Thanks for posting. I weigh and record everything so I know I am accurate. I will keep the faith. I was so motivated when the scale dropped and now I get frustrated. Sometimes it's hard to trust the process. Especially when I keep hearing Menopause means you can't loose weight.
Suspect you keep hearing it from people who desperately want an excuse, and are probably believing other myths that are the actual roadblocks to their progress (stuff like: can't eat X or Y food, all you need to do is use ABC eating rules and you don't need to care about calories, intense/punitive exercise is essential for weight loss, blah blah blah - i.e., plain wrong stuff).

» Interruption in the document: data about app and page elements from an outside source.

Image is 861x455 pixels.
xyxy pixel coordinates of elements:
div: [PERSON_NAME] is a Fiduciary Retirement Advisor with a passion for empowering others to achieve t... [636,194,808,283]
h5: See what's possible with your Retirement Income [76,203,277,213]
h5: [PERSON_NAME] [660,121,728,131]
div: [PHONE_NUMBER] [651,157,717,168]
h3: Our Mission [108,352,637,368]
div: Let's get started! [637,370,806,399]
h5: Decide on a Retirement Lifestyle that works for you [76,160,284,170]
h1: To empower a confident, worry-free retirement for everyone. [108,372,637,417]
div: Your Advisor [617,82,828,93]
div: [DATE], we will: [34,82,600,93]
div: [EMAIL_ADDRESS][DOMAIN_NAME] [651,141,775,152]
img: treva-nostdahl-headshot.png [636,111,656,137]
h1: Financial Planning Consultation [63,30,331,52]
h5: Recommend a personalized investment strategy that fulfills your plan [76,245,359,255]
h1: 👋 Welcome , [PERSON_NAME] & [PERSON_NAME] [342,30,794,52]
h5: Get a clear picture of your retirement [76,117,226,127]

To disprove a thesis (like "menopause means you can't lose weight"), all you need is one counterexample.
I went into menopause at age 45 (triggered by chemotherapy), then took anti-estrogen drugs for 7.5 years that create sort of a hyper-menopause state after that.
At 59-60, over 20 years into menopause, I lost 50+ pounds, class 1 obese to a healthy weight, in less than a year, and have kept my weight in a healthy range ever since.

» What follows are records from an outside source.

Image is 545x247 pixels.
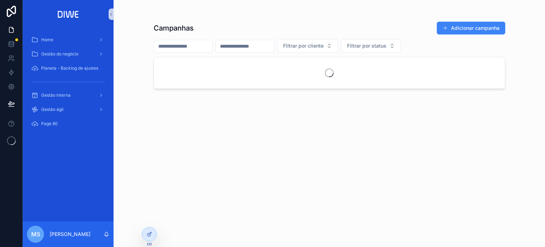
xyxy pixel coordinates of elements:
a: Planeta - Backlog de ajustes [27,62,109,75]
div: scrollable content [23,28,114,139]
span: Page 80 [41,121,58,126]
button: Adicionar campanha [437,22,506,34]
span: Gestão do negócio [41,51,78,57]
span: Gestão ágil [41,107,64,112]
a: Gestão ágil [27,103,109,116]
span: Filtrar por status [347,42,387,49]
a: Gestão interna [27,89,109,102]
span: Planeta - Backlog de ajustes [41,65,98,71]
button: Select Button [277,39,338,53]
span: Gestão interna [41,92,71,98]
a: Page 80 [27,117,109,130]
span: Filtrar por cliente [283,42,324,49]
p: [PERSON_NAME] [50,230,91,238]
span: Home [41,37,53,43]
h1: Campanhas [154,23,194,33]
span: MS [31,230,40,238]
img: App logo [55,9,81,20]
a: Home [27,33,109,46]
a: Gestão do negócio [27,48,109,60]
button: Select Button [341,39,401,53]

There's your one counter-example that disproves "can't lose weight in menopause". And I'm far from the only woman around here who's done that.
Just to make it more fun, I was (and am still) also severely hypothyroid (but properly medicated for it); didn't materially increase my exercise (was already active while obese); didn't change the range of foods I ate (just changed portion sizes, proportions on the plate, frequencies, in order to hit a calorie goal).
Don't believe myths, no matter how widespread and popular they are. You're doing the right thing by checking them out.
Hang in there, keep asking questions, have patience and persistence . . . you can succeed.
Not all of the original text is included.